Tourism has been hit particularly hard. The city’s renowned Louvre museum was all but empty and popular attractions deserted. The operator of the Eiffel Tower confirmed that visitor numbers fell to 6.91 million last year — down 2.5 per cent even though numbers were up 1 per cent on 2014 until the attacks.

In a worrying sign that things are still not back to normal, Japan Airlines said that it would extend a suspension of flights between Narita airport and Charles de Gaulle because demand remained depressed following the November attacks. The airline had originally planned to cancel flights until the end of February but the suspension will now continue until March 15. “This is due to the decrease in demand after the terrorist attack,” JAL said.

France is the most visited country in the world, with 83.7 million international arrivals in 2014, according to the UN World Tourism Organisation. Tourism contributes about 7 per cent of France’s GDP, or 147 billion euros, and accounts for 1.1 million direct jobs.

Restaurants, bars and cafés have also suffered. A survey by Synhorcat, the French hotel and restaurant operators’ union, in the week after the attacks suggested that sales were down 44 per cent compared with the same period a year earlier. “There is a strong economic impact for the whole sector,” Didier Chenet, the union’s president, said at the time.

Analysis by the French treasury, and first reported by RTL radio, suggested that the attacks could cost France’s economy as much as 2 billion euros, or roughly 0.1 per cent of gross domestic product — a number the treasury described as a “first estimate”.

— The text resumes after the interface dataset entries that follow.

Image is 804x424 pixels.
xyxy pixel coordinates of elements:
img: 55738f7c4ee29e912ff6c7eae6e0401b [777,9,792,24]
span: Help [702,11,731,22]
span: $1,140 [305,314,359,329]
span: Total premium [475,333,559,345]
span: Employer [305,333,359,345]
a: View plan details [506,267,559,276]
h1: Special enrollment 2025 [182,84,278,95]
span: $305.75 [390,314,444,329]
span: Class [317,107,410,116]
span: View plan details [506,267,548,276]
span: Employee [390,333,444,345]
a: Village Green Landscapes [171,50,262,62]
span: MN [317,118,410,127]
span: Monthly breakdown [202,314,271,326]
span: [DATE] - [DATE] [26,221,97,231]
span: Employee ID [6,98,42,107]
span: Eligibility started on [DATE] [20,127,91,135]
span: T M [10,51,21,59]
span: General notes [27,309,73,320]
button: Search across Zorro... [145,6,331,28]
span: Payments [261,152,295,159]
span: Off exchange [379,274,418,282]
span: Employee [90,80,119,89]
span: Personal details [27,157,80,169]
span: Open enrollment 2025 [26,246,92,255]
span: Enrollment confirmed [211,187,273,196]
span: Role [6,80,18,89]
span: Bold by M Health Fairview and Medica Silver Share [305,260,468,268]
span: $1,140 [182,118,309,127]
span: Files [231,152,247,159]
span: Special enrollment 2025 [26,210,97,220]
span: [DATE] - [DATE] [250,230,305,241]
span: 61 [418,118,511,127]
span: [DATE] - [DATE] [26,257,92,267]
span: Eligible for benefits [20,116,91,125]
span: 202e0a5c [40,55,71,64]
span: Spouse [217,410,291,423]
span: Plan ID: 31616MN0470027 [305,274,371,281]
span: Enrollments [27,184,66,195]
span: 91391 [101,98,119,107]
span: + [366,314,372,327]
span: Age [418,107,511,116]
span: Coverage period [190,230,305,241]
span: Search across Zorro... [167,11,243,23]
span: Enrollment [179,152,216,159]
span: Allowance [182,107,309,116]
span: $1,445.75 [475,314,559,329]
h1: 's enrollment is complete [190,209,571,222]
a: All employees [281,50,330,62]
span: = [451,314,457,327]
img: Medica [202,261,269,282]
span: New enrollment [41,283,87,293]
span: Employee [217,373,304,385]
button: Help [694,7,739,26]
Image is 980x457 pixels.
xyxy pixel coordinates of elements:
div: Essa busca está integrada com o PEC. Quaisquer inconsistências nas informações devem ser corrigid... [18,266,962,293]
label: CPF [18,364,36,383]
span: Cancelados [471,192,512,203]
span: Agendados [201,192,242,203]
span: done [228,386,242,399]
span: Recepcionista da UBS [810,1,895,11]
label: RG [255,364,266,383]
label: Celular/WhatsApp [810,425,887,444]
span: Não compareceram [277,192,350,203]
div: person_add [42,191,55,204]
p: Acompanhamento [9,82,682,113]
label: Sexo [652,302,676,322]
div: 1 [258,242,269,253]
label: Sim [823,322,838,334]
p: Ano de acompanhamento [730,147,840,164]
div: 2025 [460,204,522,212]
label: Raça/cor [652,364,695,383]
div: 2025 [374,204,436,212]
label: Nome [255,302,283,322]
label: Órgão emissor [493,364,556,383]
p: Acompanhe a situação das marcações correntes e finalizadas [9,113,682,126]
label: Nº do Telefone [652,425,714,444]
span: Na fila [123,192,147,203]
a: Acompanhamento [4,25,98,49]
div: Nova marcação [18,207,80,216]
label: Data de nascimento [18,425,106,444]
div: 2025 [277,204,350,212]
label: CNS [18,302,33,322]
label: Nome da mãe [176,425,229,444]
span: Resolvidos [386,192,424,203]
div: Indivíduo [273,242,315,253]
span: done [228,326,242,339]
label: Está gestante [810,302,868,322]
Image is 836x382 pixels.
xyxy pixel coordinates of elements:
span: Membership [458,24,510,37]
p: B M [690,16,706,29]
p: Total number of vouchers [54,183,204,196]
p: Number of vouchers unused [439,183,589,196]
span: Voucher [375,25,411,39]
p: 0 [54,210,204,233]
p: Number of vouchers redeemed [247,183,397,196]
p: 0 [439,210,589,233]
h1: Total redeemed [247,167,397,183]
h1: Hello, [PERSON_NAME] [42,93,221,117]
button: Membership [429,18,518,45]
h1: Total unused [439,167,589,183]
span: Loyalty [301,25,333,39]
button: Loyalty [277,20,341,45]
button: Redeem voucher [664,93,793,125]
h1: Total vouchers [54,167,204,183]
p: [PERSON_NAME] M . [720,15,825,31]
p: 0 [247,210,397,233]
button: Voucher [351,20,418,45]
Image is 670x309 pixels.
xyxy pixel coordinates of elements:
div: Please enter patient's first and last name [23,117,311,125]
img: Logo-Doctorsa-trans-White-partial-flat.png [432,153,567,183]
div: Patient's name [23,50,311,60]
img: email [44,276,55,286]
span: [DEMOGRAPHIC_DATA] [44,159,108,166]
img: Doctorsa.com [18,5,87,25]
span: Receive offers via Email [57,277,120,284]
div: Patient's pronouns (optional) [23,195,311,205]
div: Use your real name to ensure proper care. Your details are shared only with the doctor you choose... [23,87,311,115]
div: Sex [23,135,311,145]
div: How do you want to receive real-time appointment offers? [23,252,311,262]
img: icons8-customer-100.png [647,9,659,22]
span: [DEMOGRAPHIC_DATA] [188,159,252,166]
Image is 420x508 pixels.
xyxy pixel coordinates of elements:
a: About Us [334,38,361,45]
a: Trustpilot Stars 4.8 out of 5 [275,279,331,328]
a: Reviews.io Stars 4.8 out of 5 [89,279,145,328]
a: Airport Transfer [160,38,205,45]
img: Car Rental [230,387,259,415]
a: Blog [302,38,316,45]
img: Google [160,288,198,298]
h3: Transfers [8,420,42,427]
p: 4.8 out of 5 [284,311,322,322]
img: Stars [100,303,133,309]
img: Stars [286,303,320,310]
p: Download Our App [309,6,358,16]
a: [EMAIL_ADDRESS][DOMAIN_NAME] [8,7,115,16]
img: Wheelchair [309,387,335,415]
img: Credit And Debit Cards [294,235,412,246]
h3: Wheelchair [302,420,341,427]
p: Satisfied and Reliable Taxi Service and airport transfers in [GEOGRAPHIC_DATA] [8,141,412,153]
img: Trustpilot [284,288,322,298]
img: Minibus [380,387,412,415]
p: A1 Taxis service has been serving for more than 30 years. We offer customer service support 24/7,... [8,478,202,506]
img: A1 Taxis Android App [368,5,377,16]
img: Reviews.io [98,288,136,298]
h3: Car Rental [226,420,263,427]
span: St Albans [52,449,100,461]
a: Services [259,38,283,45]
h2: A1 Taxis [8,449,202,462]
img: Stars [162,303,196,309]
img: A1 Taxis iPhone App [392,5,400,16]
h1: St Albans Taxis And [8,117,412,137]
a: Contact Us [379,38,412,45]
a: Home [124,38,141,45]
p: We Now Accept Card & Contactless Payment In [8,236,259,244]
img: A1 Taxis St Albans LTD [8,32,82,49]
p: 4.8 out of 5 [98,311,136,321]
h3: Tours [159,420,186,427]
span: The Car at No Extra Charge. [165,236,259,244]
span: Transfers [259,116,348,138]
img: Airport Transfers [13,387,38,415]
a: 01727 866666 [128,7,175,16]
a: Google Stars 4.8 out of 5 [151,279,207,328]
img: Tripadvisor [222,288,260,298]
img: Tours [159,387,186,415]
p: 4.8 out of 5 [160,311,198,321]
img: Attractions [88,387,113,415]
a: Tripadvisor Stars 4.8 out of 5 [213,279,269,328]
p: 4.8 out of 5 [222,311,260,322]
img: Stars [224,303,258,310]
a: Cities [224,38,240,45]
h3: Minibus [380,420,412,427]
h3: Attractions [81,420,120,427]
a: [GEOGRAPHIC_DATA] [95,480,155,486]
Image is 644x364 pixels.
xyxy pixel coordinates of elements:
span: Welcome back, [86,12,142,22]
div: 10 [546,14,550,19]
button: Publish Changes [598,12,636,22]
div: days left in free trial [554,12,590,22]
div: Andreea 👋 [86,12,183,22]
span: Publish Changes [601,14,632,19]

In the immediate aftermath, sales at Galeries Lafayette and its competitors fell 50 per cent at flagship stores, just as the critical Christmas shopping period was supposed to be in full swing.

MKG Group said that it saw the potential for a recovery in the hotel sector starting February. It also pointed to the positive effect of forthcoming events such as the Euro 2016 football tournament, which France will host.

But Paris, and France more generally, is not back to normal yet.